Opening
On 24 May 2026, StablR’s EURR and USDR stablecoins reportedly lost peg after an exploit involving unauthorised minting on Ethereum. ForkLog reported that Blockaid flagged at least $2.8 million in extracted value, while the nominal value of the minted assets was reported at roughly $10.4 million: 8.35 million USDR and 4.5 million EURR.
Early analysis caveat
At drafting time, no official StablR incident report or postmortem has been verified. Root cause therefore remains pending until StablR confirms it directly. Public reporting points to a key-management and governance failure rather than a smart contract logic bug in the EURR or USDR token contracts themselves.
Reported attack path
According to ForkLog, the attacker compromised one multisig owner key, then used that initial foothold to add themselves as an owner and replace two legitimate participants. With control of the owner set, they used the mint path to issue new EURR and USDR. If that sequence is confirmed, the binding failure is that a 1-of-3 owner threshold could control the mint path, which is a single point of failure with one path controlling material value.
Cryptonews reported on ZachXBT’s attacker cluster, naming 0xea480c23d7b29a515856aafe0dc86f7519965a04 as the main attacker address and citing seven linked addresses. The same coverage reports that the attacker wallet was first funded through CCTP on Noble, and that a six-figure amount was subsequently frozen.
Nominal minted value vs realised extraction
The reported nominal value of the unauthorised mint is roughly $10.4 million, but realised extraction is reported at approximately $2.8 million. This gap is consistent with limited on-chain liquidity for EURR and USDR: a stablecoin attacker can mint into the contract’s namespace freely, but converting those minted units into hard value requires depth in pools, market makers, or off-ramps that did not exist at $10.4 million of scale. Realisable value, not minted value, is the figure that matters for actual loss.
Confirmed vs pending
| Field | Status | Detail |
|---|---|---|
| Incident date | Reported | 24 May 2026 |
| Affected assets | Reported | EURR and USDR on Ethereum |
| Realised loss | Reported | At least $2.8 million, per ForkLog quoting Blockaid |
| Nominal minted value | Reported | ~$10.4 million (8.35M USDR + 4.5M EURR) |
| Root cause | Pending official confirmation | Compromise of a multisig owner key and replacement of co-owners, per public reporting |
| Official postmortem | Pending | No StablR postmortem verified at drafting time |
Technical evidence and explorer links
The following addresses appear in public reporting. They are reproduced here as reported and have not been independently verified by Security4Web3.
- EURR contract:
0x50753cfaf86c094925bf976f218d043f8791e408 - USDR contract:
0x7b43e3875440b44613dc3bc08e7763e6da63c8f8 - Main reported attacker address:
0xea480c23d7b29a515856aafe0dc86f7519965a04 - Reported funding route: CCTP on Noble.
What to watch next
- An official StablR statement and postmortem confirming whether the entry point was an owner key compromise, governance UI compromise, or a different vector.

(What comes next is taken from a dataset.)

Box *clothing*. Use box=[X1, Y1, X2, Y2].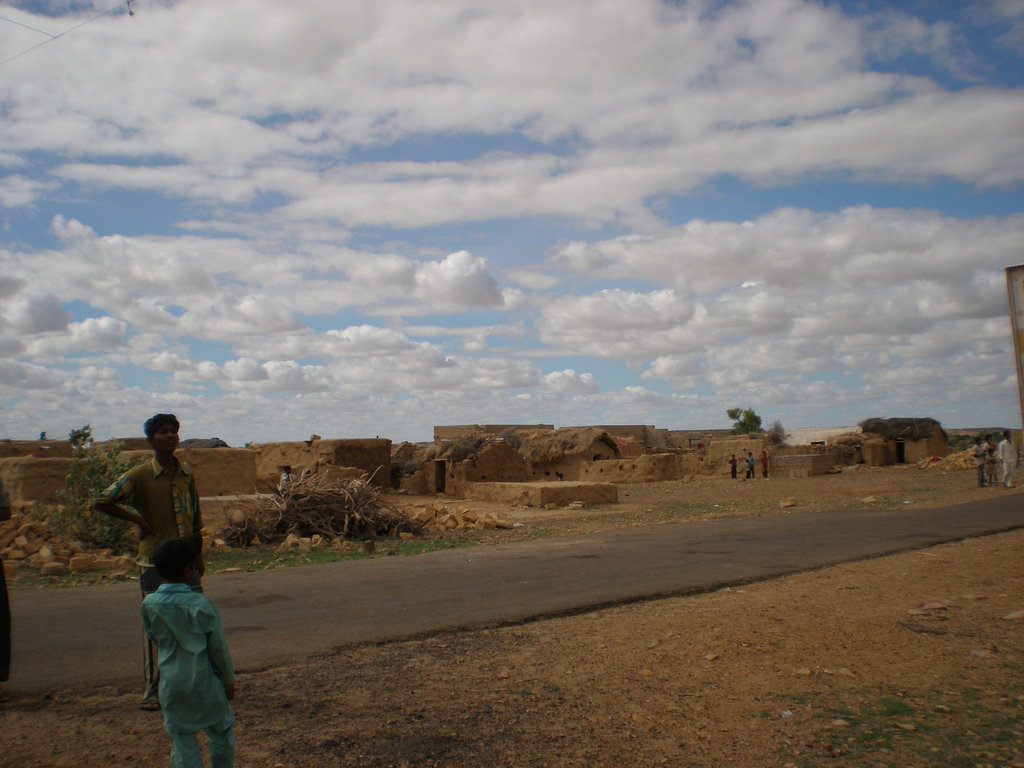
box=[749, 456, 756, 476].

- The mint transaction hashes and the full set of addresses in the attacker cluster, so the realised value path can be reconstructed end to end.
- Centralised exchange and bridge responses: how much of the extracted value remains frozen, how much was off-ramped, and how much is still in attacker control.
- Whether EURR and USDR holders are made whole, partially compensated, or left to recover via market mechanisms.
What defenders can take from this
The mint path is the crown jewel of any stablecoin issuer. Token-level controls that allow a small multisig to mint without a timelock, without an external policy engine, and without per-window caps will always be the most attractive target. The blast radius of a compromise scales with the supply the keys can create, not just the balance they can move.
Owner-replacement should be a separately governed action. If the same threshold that can sign a mint can also rotate the owner set, an attacker who reaches that threshold once can keep it indefinitely. Separating the role-administration path from the operational path, with longer timelocks on role changes, is one of the cheapest hardening steps available.
Detection has to be wired to the contract, not the dashboard. Anomalous mint events, sudden owner changes, and unusual outbound transfers from issuer-controlled addresses are all observable on-chain in real time. Issuers that rely on social-media reports to learn about their own compromise have already lost the response window.
Sources
- ForkLog, “StablR’s EURR and USDR stablecoins lose peg after $2.8 million hack”
- Cryptonews, ZachXBT attacker cluster coverage
If you issue or custody stablecoins, the question is not whether your contracts are audited, it is whether the privileged paths around them can survive the compromise of any single key or signer. Security4Web3 can help you review mint and burn authority, multisig owner governance, and the monitoring and response controls that decide how much of an incident becomes a realised loss.